Stored dataset items
+++++

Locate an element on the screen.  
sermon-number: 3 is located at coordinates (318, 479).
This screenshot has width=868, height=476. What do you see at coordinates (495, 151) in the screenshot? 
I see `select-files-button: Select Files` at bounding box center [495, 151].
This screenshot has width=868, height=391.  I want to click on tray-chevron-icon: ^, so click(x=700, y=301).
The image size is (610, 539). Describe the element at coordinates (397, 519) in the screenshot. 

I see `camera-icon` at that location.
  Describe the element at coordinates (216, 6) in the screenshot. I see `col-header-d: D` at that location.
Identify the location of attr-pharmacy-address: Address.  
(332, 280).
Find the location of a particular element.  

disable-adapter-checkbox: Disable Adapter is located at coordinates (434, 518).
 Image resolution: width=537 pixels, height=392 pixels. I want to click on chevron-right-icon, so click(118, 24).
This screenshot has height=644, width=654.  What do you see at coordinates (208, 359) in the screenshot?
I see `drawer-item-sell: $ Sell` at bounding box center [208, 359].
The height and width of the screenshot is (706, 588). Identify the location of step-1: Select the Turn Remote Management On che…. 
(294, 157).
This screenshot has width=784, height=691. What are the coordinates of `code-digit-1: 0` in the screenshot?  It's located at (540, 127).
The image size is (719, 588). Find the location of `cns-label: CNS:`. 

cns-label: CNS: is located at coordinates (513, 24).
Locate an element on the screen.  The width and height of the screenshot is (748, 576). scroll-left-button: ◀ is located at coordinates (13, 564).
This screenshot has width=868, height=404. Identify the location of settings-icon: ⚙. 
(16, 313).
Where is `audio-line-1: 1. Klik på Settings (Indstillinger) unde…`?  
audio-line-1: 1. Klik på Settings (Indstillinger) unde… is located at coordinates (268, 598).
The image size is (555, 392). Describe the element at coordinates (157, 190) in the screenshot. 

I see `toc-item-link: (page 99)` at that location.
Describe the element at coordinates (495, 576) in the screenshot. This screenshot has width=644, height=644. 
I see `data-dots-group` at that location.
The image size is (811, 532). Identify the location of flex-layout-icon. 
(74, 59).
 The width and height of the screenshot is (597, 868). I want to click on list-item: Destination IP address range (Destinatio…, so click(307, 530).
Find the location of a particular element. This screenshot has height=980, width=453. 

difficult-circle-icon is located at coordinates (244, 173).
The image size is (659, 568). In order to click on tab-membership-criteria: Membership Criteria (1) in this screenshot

+++++

# Aim of the exercise
The records above must be reproduced word for word.

# Result below
Locate an element on the screen.  
sermon-number: 3 is located at coordinates (318, 479).
This screenshot has width=868, height=476. What do you see at coordinates (495, 151) in the screenshot? 
I see `select-files-button: Select Files` at bounding box center [495, 151].
This screenshot has width=868, height=391.  I want to click on tray-chevron-icon: ^, so click(x=700, y=301).
The image size is (610, 539). Describe the element at coordinates (397, 519) in the screenshot. 

I see `camera-icon` at that location.
  Describe the element at coordinates (216, 6) in the screenshot. I see `col-header-d: D` at that location.
Identify the location of attr-pharmacy-address: Address.  
(332, 280).
Find the location of a particular element.  

disable-adapter-checkbox: Disable Adapter is located at coordinates (434, 518).
 Image resolution: width=537 pixels, height=392 pixels. I want to click on chevron-right-icon, so click(118, 24).
This screenshot has height=644, width=654.  What do you see at coordinates (208, 359) in the screenshot?
I see `drawer-item-sell: $ Sell` at bounding box center [208, 359].
The height and width of the screenshot is (706, 588). Identify the location of step-1: Select the Turn Remote Management On che…. 
(294, 157).
This screenshot has width=784, height=691. What are the coordinates of `code-digit-1: 0` in the screenshot?  It's located at (540, 127).
The image size is (719, 588). Find the location of `cns-label: CNS:`. 

cns-label: CNS: is located at coordinates (513, 24).
Locate an element on the screen.  The width and height of the screenshot is (748, 576). scroll-left-button: ◀ is located at coordinates (13, 564).
This screenshot has width=868, height=404. Identify the location of settings-icon: ⚙. 
(16, 313).
Where is `audio-line-1: 1. Klik på Settings (Indstillinger) unde…`?  
audio-line-1: 1. Klik på Settings (Indstillinger) unde… is located at coordinates (268, 598).
The image size is (555, 392). Describe the element at coordinates (157, 190) in the screenshot. 

I see `toc-item-link: (page 99)` at that location.
Describe the element at coordinates (495, 576) in the screenshot. This screenshot has width=644, height=644. 
I see `data-dots-group` at that location.
The image size is (811, 532). Identify the location of flex-layout-icon. 
(74, 59).
 The width and height of the screenshot is (597, 868). I want to click on list-item: Destination IP address range (Destinatio…, so click(307, 530).
Find the location of a particular element. This screenshot has height=980, width=453. 

difficult-circle-icon is located at coordinates (244, 173).
The image size is (659, 568). In order to click on tab-membership-criteria: Membership Criteria (1) in this screenshot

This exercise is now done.